Thursday, November 27, 2008

Homo insensis

I feel strange.

Somewhere in the back of my mind, I know people are killing each other in every corner of the world. Wars have been raging in Palestine, Africa, Kashmir, and elsewhere for years. Communal riots, ethnic cleansing, genocide, torture for pleasure. Man's supreme inhumanity to man. And yet, I reflect now. And somewhat passively at that.

Have I become that insensitive, that inured? So selfish that my concern rises only with proximity of these events to me and my loved ones? What of all the self-righteous indignation? What of all the armchair philosophy and grandiose intellectual communal back-patting we indulged in so frivolously?
What kind of animal am I? What kind are we all?

I watch the images of the Mumbai seige, I empathise with the victims, but I watch the unfolding drama with an incomprehensible detachment. Today they cry, celebrities and politicians scream for immediate action, for permanent solutions. And I wonder, if tomorrow my loved ones died a senseless death as this - and this is increasingly becoming not such a far fatched idea - what would I do? I have no idea.
Would I scream too? Would I give my life over to the hatred? Would I form organisations, exhorting others to join me to solve the problem, either violently or otherwise? How would I feel about people just sitting around watching, while people are being killed for no fault of theirs - just like I am doing now? Is this the very sentiment that created the problem and is now feeding off itself?

Has history taught us nothing? Do you think we are the first people to ever envision a lasting solution? What happened to all the ideas of the infinitely smarter people who came before us? If there exsited a solution, would we still be seeing this today?

So if there's no solution, do we give up? Do we just fight till we are all dead? Or do I just try to live out my life the safest way I can, maybe whisk my loved ones away to some place far away from the madness. Maybe an island nation - but climate change may kill me. Maybe Northern Europe - but the cold may kill me. Maybe the US - but Homeland Security may kill me. Maybe the UK - but living and dying is the same thing here, more or less.

In the end, no matter how much I run, the distance from my beloved India will kill me.

In fact, it doesn't really matter. We are bent upon killing each other anyway. We are doomed to be the first species to play such a massive role in its own extinction. Maybe I don't understand our species any more, maybe I never did. Maybe nobody does.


> Your goal
Copy each line of the records below that mentions the word "mark".

> Data for analysis
= Beginning of Section =

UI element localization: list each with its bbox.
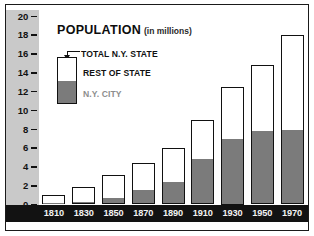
bar-segment-ny-city-1870 bbox=[133, 190, 154, 203]
y-axis-tick: 10 bbox=[0, 105, 39, 116]
bar-segment-ny-city-1890 bbox=[163, 182, 184, 204]
y-axis-tick-label: 10 bbox=[18, 105, 28, 116]
y-axis-tick: 18 bbox=[0, 29, 39, 40]
y-axis-tick-label: 4 bbox=[23, 161, 28, 172]
bar-segment-ny-city-1910 bbox=[192, 159, 213, 203]
bar-segment-ny-city-1950 bbox=[252, 131, 273, 204]
bar-1850 bbox=[102, 175, 125, 204]
bar-group bbox=[39, 10, 307, 206]
bar-segment-ny-city-1830 bbox=[73, 202, 94, 204]
y-axis-tick-mark bbox=[31, 185, 37, 187]
bar-segment-ny-city-1970 bbox=[282, 130, 303, 204]
bar-1910 bbox=[191, 120, 214, 205]
bar-segment-ny-city-1850 bbox=[103, 198, 124, 204]
y-axis-tick: 4 bbox=[0, 161, 39, 172]
y-axis-tick: 6 bbox=[0, 142, 39, 153]
y-axis-tick-mark bbox=[31, 147, 37, 149]
bar-1890 bbox=[162, 148, 185, 205]
y-axis-tick-label: 16 bbox=[18, 48, 28, 59]
y-axis-tick: 8 bbox=[0, 124, 39, 135]
bar-1870 bbox=[132, 163, 155, 204]
y-axis-tick: 20 bbox=[0, 11, 39, 22]
bar-segment-ny-city-1930 bbox=[222, 139, 243, 203]
plot-area bbox=[39, 10, 307, 206]
y-axis-tick: 16 bbox=[0, 48, 39, 59]
y-axis-tick-label: 2 bbox=[23, 180, 28, 191]
bar-1950 bbox=[251, 65, 274, 204]
x-axis-label-1910: 1910 bbox=[188, 205, 218, 222]
y-axis-tick-mark bbox=[31, 53, 37, 55]
y-axis-tick: 2 bbox=[0, 180, 39, 191]
y-axis-tick-label: 8 bbox=[23, 124, 28, 135]
y-axis-tick-label: 18 bbox=[18, 29, 28, 40]
y-axis-tick-mark bbox=[31, 110, 37, 112]
y-axis-tick-label: 14 bbox=[18, 67, 28, 78]
y-axis-tick-mark bbox=[31, 166, 37, 168]
y-axis-tick-mark bbox=[31, 16, 37, 18]
y-axis-tick: 14 bbox=[0, 67, 39, 78]
bar-segment-ny-city-1810 bbox=[43, 203, 64, 204]
y-axis-tick-mark bbox=[31, 72, 37, 74]
y-axis-tick-mark bbox=[31, 34, 37, 36]
x-axis-band: 181018301850187018901910193019501970 bbox=[6, 205, 308, 222]
y-axis-tick: 12 bbox=[0, 86, 39, 97]
bar-1810 bbox=[42, 195, 65, 204]
y-axis-tick-label: 6 bbox=[23, 142, 28, 153]
y-axis-tick-label: 20 bbox=[18, 11, 28, 22]
y-axis-tick-mark bbox=[31, 91, 37, 93]
x-axis-label-1890: 1890 bbox=[158, 205, 188, 222]
y-axis-tick-label: 12 bbox=[18, 86, 28, 97]
x-axis-label-1850: 1850 bbox=[99, 205, 129, 222]
x-axis-label-1810: 1810 bbox=[39, 205, 69, 222]
x-axis-label-1930: 1930 bbox=[218, 205, 248, 222]
population-chart-figure: 02468101214161820 POPULATION(in millions… bbox=[0, 0, 314, 236]
x-axis-label-1870: 1870 bbox=[128, 205, 158, 222]
x-axis-label-1970: 1970 bbox=[277, 205, 307, 222]
x-axis-label-1950: 1950 bbox=[247, 205, 277, 222]
y-axis-tick-mark bbox=[31, 129, 37, 131]
x-axis-label-1830: 1830 bbox=[69, 205, 99, 222]
bar-1830 bbox=[72, 187, 95, 205]
bar-1970 bbox=[281, 35, 304, 205]
bar-1930 bbox=[221, 87, 244, 205]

= End of Section =

> Solution below
y-axis-tick-mark bbox=[31, 185, 37, 187]
y-axis-tick-mark bbox=[31, 147, 37, 149]
y-axis-tick-mark bbox=[31, 53, 37, 55]
y-axis-tick-mark bbox=[31, 110, 37, 112]
y-axis-tick-mark bbox=[31, 166, 37, 168]
y-axis-tick-mark bbox=[31, 16, 37, 18]
y-axis-tick-mark bbox=[31, 72, 37, 74]
y-axis-tick-mark bbox=[31, 34, 37, 36]
y-axis-tick-mark bbox=[31, 91, 37, 93]
y-axis-tick-mark bbox=[31, 129, 37, 131]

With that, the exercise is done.